I and most other humans I know are obsessed with steps, and not just of the 12 variety

We wear tracking devices 24/7, like an entire society under house arrest, and monitor step counts with religious fervor. 

Since abandoning the country of my birth decades ago, I have no idea how a modern Canadian achieves accurate tracking, since they’re usually on ice-skates, which seems like cheating. I also don’t know anymore how to convert steps from Celsius to Fahrenheit.

But in America at least, 10,000 steps is a popular, though constantly debated, daily objective, and we’ll do whatever is necessary to meet it, no matter how absurd. 

I’ve made dozens of dizzying circles in my apartment late at night just to hit the target. Author David Sedaris has confessed to moving his arms in a running motion for five hours on an airplane to fool his Apple watch and meet his step goal.

For most of us, where our steps actually lead isn’t the point, as we’re generally not taking them to get anywhere in particular. It’s mainly self-interest, leveraging a positive health habit to live longer, or maybe even forever. 

But for those of you who work and walk the floors of a long-term care facility, probably far exceeding that magical 10,000 every single day, your steps signal something far deeper. 

Mine are mostly about me, and achieving a personal goal. Yours take you outside yourselves, for the good of your residents. Along the way, you achieve a personal health benefit, of course, but that’s not why you do it. 

I know how elated I feel when I meet and exceed my step target. So I can’t imagine how much more richly satisfying it must be to know what each of your steps mean to those for whom you provide daily care. 

Being good folks who like to support noble efforts, most of us will sometimes devote a few hours on a weekend to take a few extra steps for a good cause, like the Walk to End Alzheimer’s or the Race for the Cure. But as frontline long-term care staff, you do that all day every day. 

Maybe you’re a rehab therapist walking slowly beside Bill, whose every move is a battle, or a CNA bringing water to June, who can’t get it for herself. Whatever your role, meeting a step goal is probably the last thing on your mind as you endlessly rush around answering call lights, taking vitals, ferrying trays or carrying med cups. 

My steps make my own life better, longer, healthier.  Yours do too — and someone else’s. 

Things I Think is written by Gary Tetz, a two-time national Silver Medalist and three-time regional Gold and Silver Medal winner in the Association of Business Press Editors (ASBPE) awards program, as well as an Award of Excellence honoree in the APEX Awards. He’s been amusing, inspiring, informing and sometimes befuddling long-term care readers since the end of a previous century. He is a writer and video producer for Consonus Healthcare in Portland, OR.

The opinions expressed in McKnight’s Long-Term Care News guest submissions are the author’s and are not necessarily those of McKnight’s Long-Term Care News or its editors.

Have a column idea? See our submission guidelines here.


Scanning the listing below, tally every line where the string "illustration" shows up, then state the count alone.

The data
####
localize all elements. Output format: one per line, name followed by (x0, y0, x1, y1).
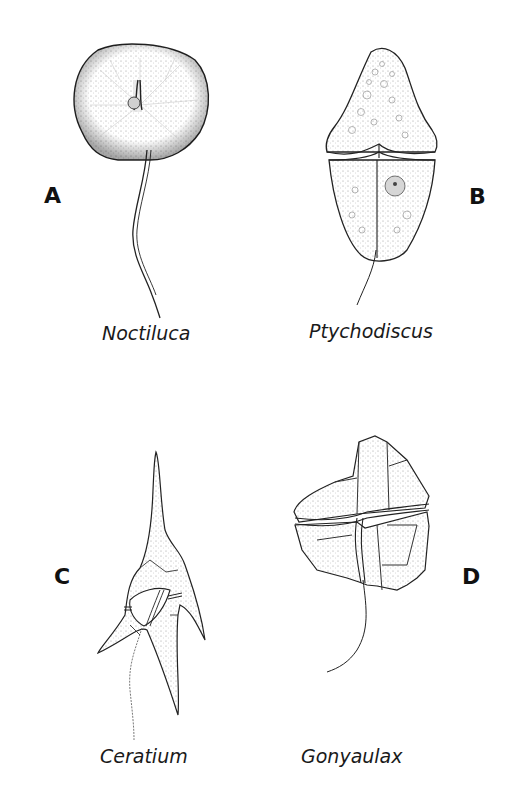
panel-letter-a: A (44, 183, 61, 208)
panel-a-noctiluca: A Noctiluca (0, 0, 257, 400)
caption-gonyaulax: Gonyaulax (301, 745, 403, 767)
panel-letter-d: D (462, 564, 480, 589)
caption-noctiluca: Noctiluca (102, 322, 190, 344)
gonyaulax-illustration (257, 400, 514, 797)
ceratium-illustration (0, 400, 257, 797)
dinoflagellate-figure: A Noctiluca B Ptychodiscus (0, 0, 514, 797)
caption-ptychodiscus: Ptychodiscus (309, 320, 433, 342)
panel-letter-b: B (469, 184, 486, 209)
panel-d-gonyaulax: D Gonyaulax (257, 400, 514, 797)
panel-b-ptychodiscus: B Ptychodiscus (257, 0, 514, 400)
panel-c-ceratium: C Ceratium (0, 400, 257, 797)
panel-letter-c: C (54, 564, 70, 589)
caption-ceratium: Ceratium (100, 745, 188, 767)
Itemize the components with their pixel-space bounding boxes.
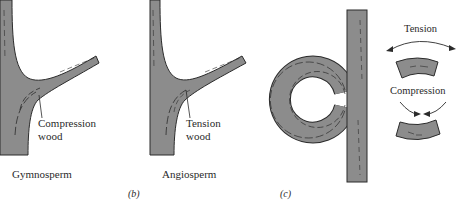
panel-b-letter: (b) bbox=[128, 188, 140, 200]
coiled-stem-illustration bbox=[270, 10, 367, 182]
compression-label: Compression bbox=[390, 85, 446, 96]
tension-label: Tension bbox=[404, 23, 438, 34]
panel-c-letter: (c) bbox=[280, 188, 292, 200]
compression-wood-label-line2: wood bbox=[38, 130, 63, 142]
tension-wood-label-line2: wood bbox=[186, 130, 211, 142]
compression-wood-label: Compression bbox=[38, 117, 97, 129]
angiosperm-caption: Angiosperm bbox=[162, 168, 217, 180]
vertical-stem bbox=[347, 10, 367, 182]
tension-wood-label: Tension bbox=[186, 117, 221, 129]
tension-wood-segment bbox=[396, 58, 438, 78]
reaction-wood-diagram: Compression wood Gymnosperm (b) Tension … bbox=[0, 0, 460, 209]
compression-wood-segment bbox=[396, 120, 440, 140]
tension-arrow bbox=[390, 41, 452, 50]
gymnosperm-caption: Gymnosperm bbox=[12, 168, 72, 180]
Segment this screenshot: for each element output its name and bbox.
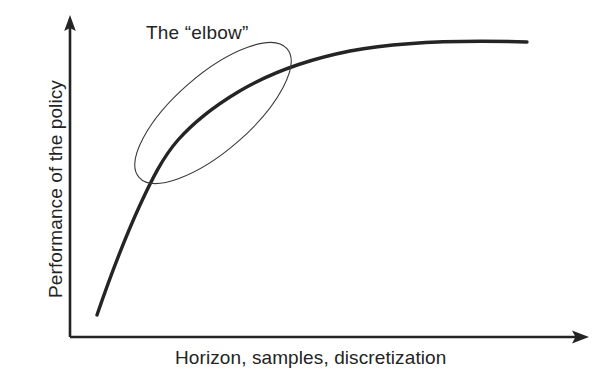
####
Task result
3